Cricket Partnership Run Rate Calculator

Calculate partnership statistics from a batting scorecard

Enter runs and balls faced by two batters during their stand to compute partnership run rate, individual strike rates, balls per boundary, and the percentage of the team total the partnership contributed.

What is a partnership in cricket?

A partnership is the runs added to the team total while two specific batters are at the crease together. It begins when a new batter arrives and ends when one of the pair is dismissed or the innings closes. Strong partnerships are the backbone of a big total.

Reading a partnership

In cricket, runs are scored in partnerships. Two batters at the crease together build a stand, and the quality of those stands decides most innings. A scorecard gives you raw runs and balls, but the interesting story lives in the derived numbers: how fast the pair scored, who was the aggressor, how reliant they were on boundaries, and how much of the team total they shouldered. This tool turns a few scorecard figures into that fuller picture.

How it works

From the two batters’ runs and balls the tool computes the combined totals, then derives several rates:

partnership runs = b1 runs + b2 runs
total balls      = b1 balls + b2 balls
run rate         = runs / (total balls / 6)
strike rate      = batter runs / batter balls * 100
balls per boundary = total balls / (fours + sixes)
% of team total  = partnership runs / team total * 100

Run rate is expressed per over, the natural unit in cricket, by dividing balls by six. Strike rate is computed individually so you can see which batter set the tempo. Balls per boundary captures the scoring style, and the optional team total reveals how central the stand was to the innings.

Tips and interpretation

The most revealing comparison is the two strike rates. A partnership of 100 might be built by one batter racing along at a strike rate of 160 while the other anchors at 90, a classic accelerator-and-rotator pairing that lets the team attack without collapsing. Balls per boundary then tells you the risk profile: a stand scoring a boundary every five balls is hitting through the line and trusting timing, while one going eight or nine balls between boundaries is rotating strike and accumulating safely. Finally, watch the percentage of team total. When a single partnership accounts for well over half the innings, the rest of the order has failed, and a side that lives on one big stand per game is more fragile than its totals suggest. Use these figures together to judge not just how many runs came, but how and from whom.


- [INSTRUCTIONS TO FOLLOW]: Could you transcribe every record below exactly, leaving out the pictures?

[Extracted records]
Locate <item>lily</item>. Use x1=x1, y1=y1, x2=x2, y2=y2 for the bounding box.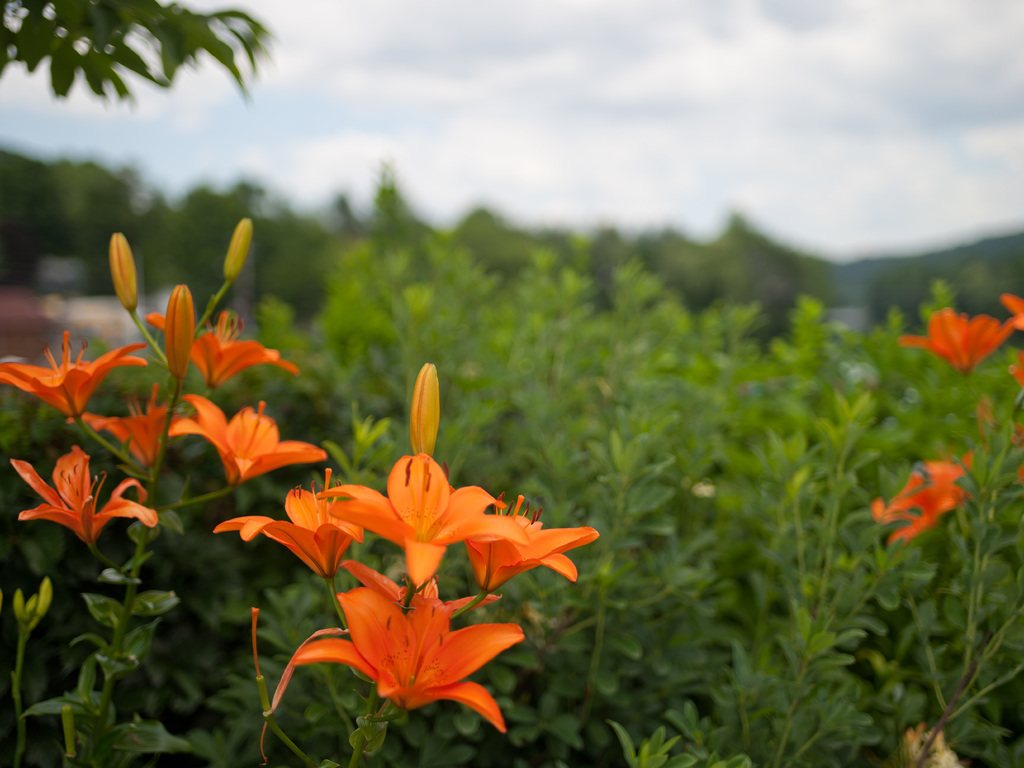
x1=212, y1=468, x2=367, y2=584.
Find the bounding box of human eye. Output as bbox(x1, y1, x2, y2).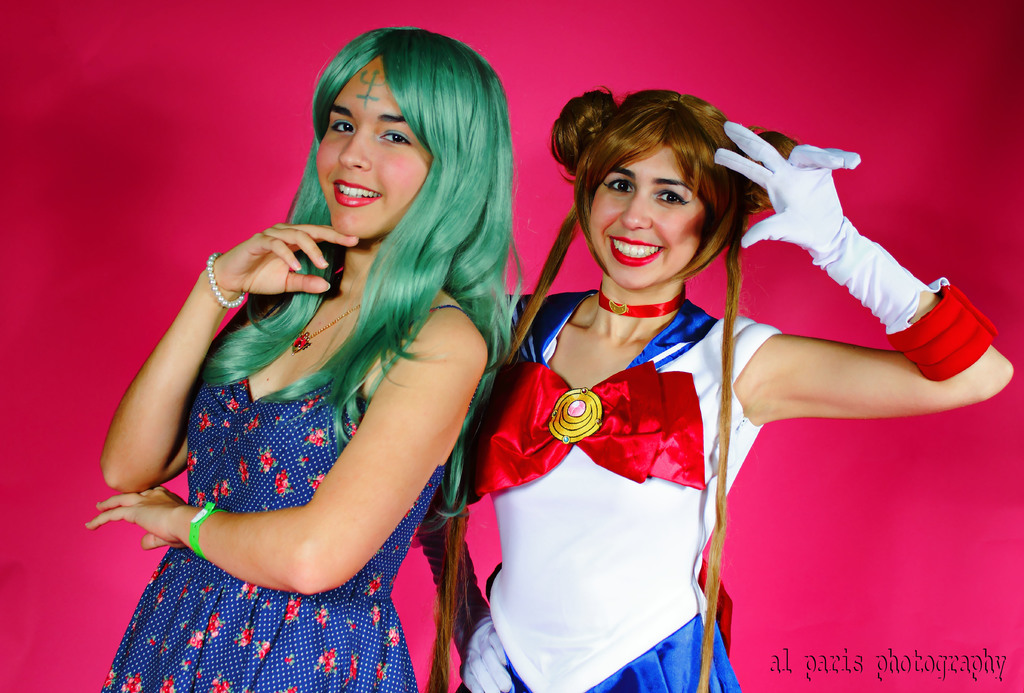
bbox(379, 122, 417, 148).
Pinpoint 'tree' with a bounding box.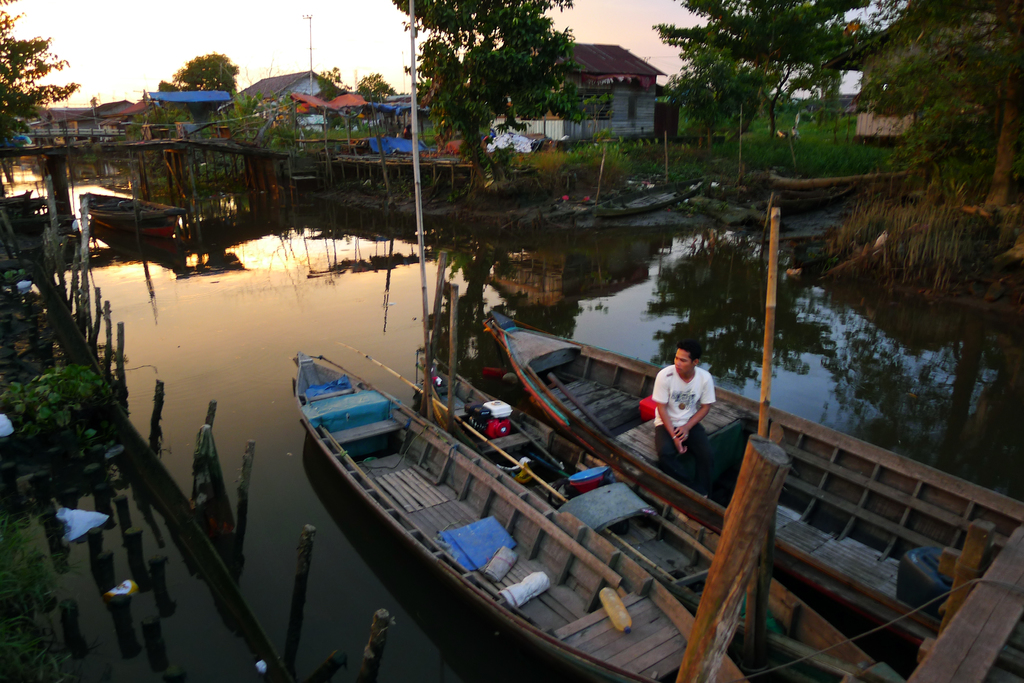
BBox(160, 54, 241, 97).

- [YOUR SOLUTION]:
Locate <item>lily</item>. Use x1=x1, y1=y1, x2=x2, y2=y2 for the bounding box.
x1=212, y1=468, x2=367, y2=584.
Find the bounding box of human eye. Output as bbox(x1, y1, x2, y2).
bbox(379, 122, 417, 148).
Pinpoint 'tree' with a bounding box.
BBox(160, 54, 241, 97).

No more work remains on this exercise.